Yes, I know it is NaNoWriMo time, and by today I should have a few thousand words written, and who knows by tomorrow I might be headed straight into some fictional dysfunction that pulls me into a whole cast of characters, but for the last few nights, with the uncommonly warm temps, I’m just too happy to still be out in the garage studio dragging my brushes across and up and down with all the colors that just hit me right.
Tag Archives: abstract art
From Inspiration to Installation
Summer allows for the garage door to be open to the light and heat blasting in full force adding to the carefree studio vibe I like best. I often have no real plan before I pick up a brush, instead allow the piece to speak to me. Inspiration comes as it does with movement and color. Other times it lingers so I sit on the stool and just take in the view. Somedays it’s all about the myriad of blues I can blend, other days straight up orange rules. You just never know what will kick off a painting session. But that’s the very definition of inspiration, isn’t it? Could be a spark or flash or sorrow or pain or image or song or laugh or cry. You just never know. The only real surety is to have a brush and paint on the ready, and get straight to discovery. Beyond that any surface with suffice. “There are no rules. That is how art is born, how breakthroughs happen. Go against the rules or ignore the rules. That is what invention is about.” – Helen Frankenthaler
Don Your Rose-colored Glasses
If there is but one gift that 2020 brought to our small spinning globe, it is a real understanding of the transient nature of life. We have stood witness as industry and commerce and worship and governance and every aspect of our daily existence stalled. Death came calling too. To date COVID-19, something we had never heard of a short year ago, has extinguished 1.97 million lives: from your family to those in Mexico, from Iran to India, from China to the White House, COVID disrupted our every interaction and halted our every routine. Reflecting on 2020, I shudder to think of how much wine I consumed, how rarely I put on leather shoes to go do something professional, instead how many hours I doom-scrolled, fretted or cried or spent angry. Eager to hold onto our fleeting and magnificent lives despite all the restrictions, we retreated into our homes, and over the ensuing months began to read poetry and fiction again, used our phone to call friends, dreamt outlandishly about the future and recalled our best memories fondly, and even created something like love from that swirling ball of fear and chaos and forced void. We found, as Dickinson so aptly wrote, “Hope” is the thing with feathers.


§ **What is needed**: Nothing but the pictures should be left out when the entries below are duplicated.
• • •
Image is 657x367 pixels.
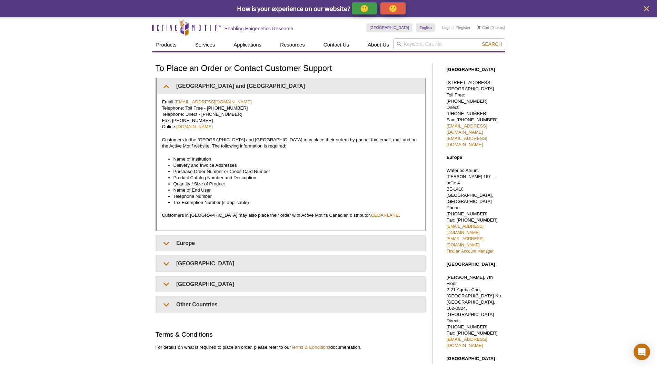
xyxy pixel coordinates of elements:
[152,38,181,51] a: Products
[157,256,425,271] summary: [GEOGRAPHIC_DATA]
[162,212,420,219] p: Customers in [GEOGRAPHIC_DATA] may also place their order with Active Motif's Canadian distributo...
[371,213,399,218] a: CEDARLANE
[319,38,353,51] a: Contact Us
[642,4,651,13] button: close
[416,23,435,32] a: English
[276,38,309,51] a: Resources
[173,169,413,175] li: Purchase Order Number or Credit Card Number
[157,277,425,292] summary: [GEOGRAPHIC_DATA]
[447,224,484,235] a: [EMAIL_ADDRESS][DOMAIN_NAME]
[173,181,413,187] li: Quantity / Size of Product
[360,4,369,13] p: 🙂
[447,136,487,147] a: [EMAIL_ADDRESS][DOMAIN_NAME]
[364,38,393,51] a: About Us
[156,330,426,339] h2: Terms & Conditions
[447,168,502,255] p: Waterloo Atrium Phone: [PHONE_NUMBER] Fax: [PHONE_NUMBER]
[477,26,480,29] img: Your Cart
[447,155,462,160] strong: Europe
[173,162,413,169] li: Delivery and Invoice Addresses
[156,64,426,74] h1: To Place an Order or Contact Customer Support
[447,123,487,135] a: [EMAIL_ADDRESS][DOMAIN_NAME]
[162,137,420,149] p: Customers in the [GEOGRAPHIC_DATA] and [GEOGRAPHIC_DATA] may place their orders by phone, fax, em...
[454,23,455,32] li: |
[442,25,451,30] a: Login
[175,99,252,105] a: [EMAIL_ADDRESS][DOMAIN_NAME]
[191,38,219,51] a: Services
[157,78,425,94] summary: [GEOGRAPHIC_DATA] and [GEOGRAPHIC_DATA]
[447,275,502,349] p: [PERSON_NAME], 7th Floor 2-21 Ageba-Cho, [GEOGRAPHIC_DATA]-Ku [GEOGRAPHIC_DATA], 162-0824, [GEOGR...
[173,187,413,193] li: Name of End User
[173,193,413,200] li: Telephone Number
[157,236,425,251] summary: Europe
[480,41,504,47] button: Search
[477,25,489,30] a: Cart
[389,4,397,13] p: 🙁
[447,67,495,72] strong: [GEOGRAPHIC_DATA]
[225,26,294,32] h2: Enabling Epigenetics Research
[477,23,505,32] li: (0 items)
[157,297,425,312] summary: Other Countries
[393,38,505,50] input: Keyword, Cat. No.
[176,124,213,129] a: [DOMAIN_NAME]
[447,337,487,348] a: [EMAIL_ADDRESS][DOMAIN_NAME]
[156,345,426,351] p: For details on what is required to place an order, please refer to our documentation.
[173,175,413,181] li: Product Catalog Number and Description
[237,4,350,13] span: How is your experience on our website?
[162,99,420,130] p: Email: Telephone: Toll Free - [PHONE_NUMBER] Telephone: Direct - [PHONE_NUMBER] Fax: [PHONE_NUMBE...
[366,23,413,32] a: [GEOGRAPHIC_DATA]
[482,41,502,47] span: Search
[229,38,266,51] a: Applications
[447,237,484,248] a: [EMAIL_ADDRESS][DOMAIN_NAME]
[447,175,495,204] span: [PERSON_NAME] 167 – boîte 4 BE-1410 [GEOGRAPHIC_DATA], [GEOGRAPHIC_DATA]
[456,25,470,30] a: Register
[447,262,495,267] strong: [GEOGRAPHIC_DATA]
[447,249,494,254] a: Find an Account Manager
[173,156,413,162] li: Name of Institution
[447,356,495,361] strong: [GEOGRAPHIC_DATA]
[447,80,502,148] p: [STREET_ADDRESS] [GEOGRAPHIC_DATA] Toll Free: [PHONE_NUMBER] Direct: [PHONE_NUMBER] Fax: [PHONE_N...
[291,345,330,350] a: Terms & Conditions
[634,344,650,360] div: Open Intercom Messenger
[173,200,413,206] li: Tax Exemption Number (if applicable)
• • •
§ **Response box**:
Image is 657x367 pixels.
xyxy pixel coordinates of elements:
[152,38,181,51] a: Products
[157,256,425,271] summary: [GEOGRAPHIC_DATA]
[162,212,420,219] p: Customers in [GEOGRAPHIC_DATA] may also place their order with Active Motif's Canadian distributo...
[371,213,399,218] a: CEDARLANE
[319,38,353,51] a: Contact Us
[642,4,651,13] button: close
[416,23,435,32] a: English
[276,38,309,51] a: Resources
[173,169,413,175] li: Purchase Order Number or Credit Card Number
[157,277,425,292] summary: [GEOGRAPHIC_DATA]
[447,224,484,235] a: [EMAIL_ADDRESS][DOMAIN_NAME]
[173,181,413,187] li: Quantity / Size of Product
[360,4,369,13] p: 🙂
[447,136,487,147] a: [EMAIL_ADDRESS][DOMAIN_NAME]
[364,38,393,51] a: About Us
[156,330,426,339] h2: Terms & Conditions
[447,168,502,255] p: Waterloo Atrium Phone: [PHONE_NUMBER] Fax: [PHONE_NUMBER]
[477,26,480,29] img: Your Cart
[447,155,462,160] strong: Europe
[173,162,413,169] li: Delivery and Invoice Addresses
[156,64,426,74] h1: To Place an Order or Contact Customer Support
[447,123,487,135] a: [EMAIL_ADDRESS][DOMAIN_NAME]
[162,137,420,149] p: Customers in the [GEOGRAPHIC_DATA] and [GEOGRAPHIC_DATA] may place their orders by phone, fax, em...
[454,23,455,32] li: |
[442,25,451,30] a: Login
[175,99,252,105] a: [EMAIL_ADDRESS][DOMAIN_NAME]
[191,38,219,51] a: Services
[157,78,425,94] summary: [GEOGRAPHIC_DATA] and [GEOGRAPHIC_DATA]
[447,275,502,349] p: [PERSON_NAME], 7th Floor 2-21 Ageba-Cho, [GEOGRAPHIC_DATA]-Ku [GEOGRAPHIC_DATA], 162-0824, [GEOGR...
[173,187,413,193] li: Name of End User
[173,193,413,200] li: Telephone Number
[157,236,425,251] summary: Europe
[480,41,504,47] button: Search
[477,25,489,30] a: Cart
[389,4,397,13] p: 🙁
[447,67,495,72] strong: [GEOGRAPHIC_DATA]
[225,26,294,32] h2: Enabling Epigenetics Research
[477,23,505,32] li: (0 items)
[157,297,425,312] summary: Other Countries
[393,38,505,50] input: Keyword, Cat. No.
[176,124,213,129] a: [DOMAIN_NAME]
[447,337,487,348] a: [EMAIL_ADDRESS][DOMAIN_NAME]
[156,345,426,351] p: For details on what is required to place an order, please refer to our documentation.
[173,175,413,181] li: Product Catalog Number and Description
[237,4,350,13] span: How is your experience on our website?
[162,99,420,130] p: Email: Telephone: Toll Free - [PHONE_NUMBER] Telephone: Direct - [PHONE_NUMBER] Fax: [PHONE_NUMBE...
[366,23,413,32] a: [GEOGRAPHIC_DATA]
[482,41,502,47] span: Search
[229,38,266,51] a: Applications
[447,237,484,248] a: [EMAIL_ADDRESS][DOMAIN_NAME]
[447,175,495,204] span: [PERSON_NAME] 167 – boîte 4 BE-1410 [GEOGRAPHIC_DATA], [GEOGRAPHIC_DATA]
[456,25,470,30] a: Register
[447,262,495,267] strong: [GEOGRAPHIC_DATA]
[447,249,494,254] a: Find an Account Manager
[173,156,413,162] li: Name of Institution
[447,356,495,361] strong: [GEOGRAPHIC_DATA]
[447,80,502,148] p: [STREET_ADDRESS] [GEOGRAPHIC_DATA] Toll Free: [PHONE_NUMBER] Direct: [PHONE_NUMBER] Fax: [PHONE_N...
[291,345,330,350] a: Terms & Conditions
[634,344,650,360] div: Open Intercom Messenger
[173,200,413,206] li: Tax Exemption Number (if applicable)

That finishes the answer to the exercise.